As they approached, he saw that they were people. Better, he saw that they had once been people. A man with the beak of a flamingo was picking at his own body. A woman lay on the ground; she had a single head, but beside what seemed to be her original body, she had a boy’s naked body growing sidewise from her neck. The boy-body, clean, new, paralytically helpless, made no movement other than shallow breathing. Mercer looked around. The only one of the group who was wearing clothing was a man with his overcoat on sidewise. Mercer stared at him, finally realizing that the man had two — or was it three? — stomachs growing on the outside of his abdomen. The coat held them in place. The transparent peritoneal wall looked fragile.

“New one,” said his female captor. She and the two-nosed man put him down.

The group lay scattered on the ground.

Mercer lay in a state of stupor among them.

An old man’s voice said, “I’m afraid they’re going to feed us pretty soon.”

“Oh, no!”

“It’s too early!”

“Not again!”

Protests echoed from the group.

The old man’s voice went on, “Look, near the big toe of the mountain!”

The desolate murmur in the group attested their confirmation of what he had seen.

Mercer tried to ask what it was all about, but produced only a caw.

A woman — was it a woman? — crawled over to him on her hands and knees. Beside her ordinary hands, she was covered with hands all over her trunk and halfway down her thighs. Some of the hands looked old and withered. Others were as fresh and pink as the baby-fingers on his captress’ face. The woman shouted at him, though it was not necessary to shout.

“The dromozoa are coming. This time it hurts. When you get used to the place, you can dig in—”

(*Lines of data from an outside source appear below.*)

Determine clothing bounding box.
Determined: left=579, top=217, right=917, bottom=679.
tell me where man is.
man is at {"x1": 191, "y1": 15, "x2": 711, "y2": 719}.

She waved at a group of mounds which surrounded the herd of people.

“They’re dug in,” she said.

Mercer cawed again.

“Don’t you worry,” said the hand-covered woman, and gasped as a flash of light touched her.

The lights reached Mercer too. The pain was like the first contact but more probing. Mercer felt his eyes widen as odd sensations within his body led to an inescapable conclusion: these lights, these things, these whatever they were, were feeding him and building him up.

Their intelligence, if they had it, was not human, but their motives were clear. In between the stabs of pain he felt them fill his stomach, put water in his blood, draw water from his kidneys and bladder, massage his heart, move his lungs for him.

Every single thing they did was well meant and beneficent in intent.

And every single action hurt.

Abruptly, like the lifting of a cloud of insects, they were gone. Mercer was aware of a noise somewhere outside — a brainless, bawling cascade of ugly noise. He started to look around. And the noise stopped.

It had been himself, screaming. Screaming the ugly screams of a psychotic, a terrified drunk, an animal driven out of understanding or reason.

When he stopped, he found he had his speaking voice again.

A man came to him, naked like the others. There was a spike sticking through his head. The skin had healed around it on both sides. “Hello, fellow,” said the man with the spike.

“Hello,” said Mercer. It was a foolishly commonplace thing to say in a place like this.